Published: Apr 12 2021

Poles were among the first victims of the murderous system of the gulag. They were also among the first to report about it. Yet their testimonies hardly made the circles they deserved to. Here’s a look at some of the most shocking and pertinent testimonies from the very heart of the communist regime’s most terrifying place.

The Soviet Gulag was likely the greatest slave labour system in history – and a key element of the Soviet economy. Scattered across the whole territory and present from the very beginning of the USSR, it used the lives and work of millions of people, including criminals, political enemies and other innocent citizens, to build the empire.

Poles were among the first victims of the regime and the gulag labour camps, they were also among the first to report from this dark, secretive place in the Soviet world. In many ways, they were way ahead of other authors, including – for reasons which are partially too obvious – the accomplishments of Russian authors, such as the famous names of Solzhenitsyn and Shalamov.

Seen in retrospect, Polish literature comes across as the earliest to denounce the scope and monstrosity of this criminal system. However, for mostly political reasons, the voice of these writers was rarely heard in the West.

Polish authors presented testimonies to the world which were both bold and profound, as well as diverse in form and approach to the subject. And which today, many decades on, remain a profound denunciation of a perverse system and an oppressive political reality which, as of 2021, may still not be fully gone.

As Polish scholar Eugniusz Czaplejewicz once noted:

[Polish] Gulag literature […] revealed totalitarianism to be the central problem of the 20th century; it depicted it in a credible and multi-sided way, as well as documented it and – I do not hesitate to use the word – tested it thoroughly.

It may come as little surprise then that almost none of these very Polish books could have been published in Poland before 1989. They were published in the West, some are available in translations, some still await an English version.

1. ‘Seven Years in the Claws of the GPU’ (1935) by Franiszek Olechnowicz [Frantsishak Alyakhnovich]
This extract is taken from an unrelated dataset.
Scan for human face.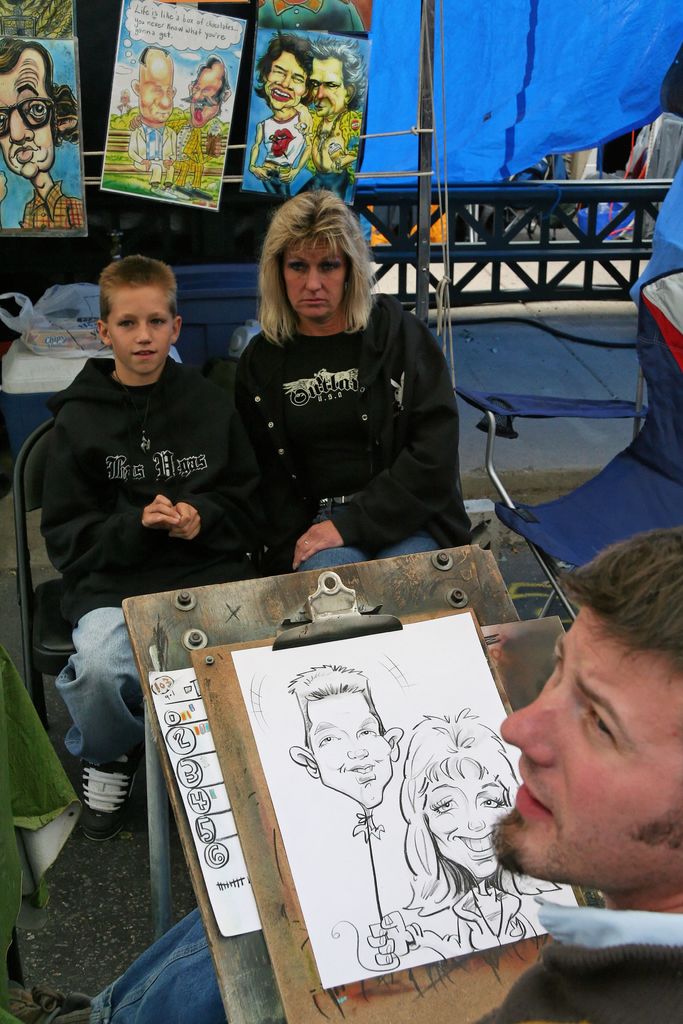
Scan result: bbox=(263, 50, 311, 113).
  • Still not translated into English

Frantsishak Alyakhnovich, 1921, photo: Wikimedia // Cover of the Belarusian edition of the ‘7 Years in the Claws of the GPU’, photo: Wikimedia Commons

Frantsishak Alyakhnovich, 1921, photo: Wikimedia // Cover of the Belarusian edition of the ‘7 Years in the Claws of the GPU’, photo: Wikimedia Commons

While gulags were part of the political reality of the Soviet Union ever since its inception, few were able to report on them. This little known book may be history’s first book-length testimony about a Soviet labour camp – it’s also one of the most shocking and disturbing.

Its author was a Belarusian writer and a citizen of Interwar Poland who in late 1926 decided to move to the Belarusian Soviet Social Republic, enticed by the prospect of the seemingly unrestrained development of Belarusian culture there. Soon after arriving, Alyakhnovich was arrested, put on trial and sentenced to 10 years at a labour camp (‘concentration camp’ is the term Alyakhnovich uses) in Russia’s remote north.

The book is a retelling of the harrowing seven years Alyakhnovich eventually spent in the infamous Solovki Islands, off the coast of the White Sea. His laconic unsentimental account overflows with details about the functioning of the gulag and everyday life there: the terrible work conditions, harsh climate, the sanitary disasters, but also the tense social relationships between political and criminal prisoners, and the liaisons between men and women.

It’s remarkable how many of the elements described by Alyakhnovich would become staple elements of gulag literature to come, including the cynicism and callousness, the gradual loss of all human emotions like mercy and empathy, the self-denunciations and innocence of the condemned, but also the the role of hope and humour in survival.

Even the methods of interrogation, the jargon and stock phrases used by guards and prisoners (‘Sobieraysia z veshchami!‘) would become a ubiquitous part of the gulag oeuvre for decades. All of this can already be found in this earliest of testimonies.

Alyakhnovich was very lucky to have made it back from the camp. In 1934, he was released and traded for another Belarusian activist, Branislav Tarashkevich, in a political swap between Poland and the USSR. Alyakhnovich recalled the moment of his return across the Polish border as the happiest day of his life.

In Poland, he almost immediately set down to writing his account which he then published in three languages: Belarusian (U kaptsiurokh HPU), Polish and Ukrainian, of which the Polish edition seems to have been the earliest. His aim was to tell the world the truth about the place ‘where the whole country is one huge prison, and where human thought is crammed into the frame of Soviet absurdity’. Obviously, the world would not want to listen.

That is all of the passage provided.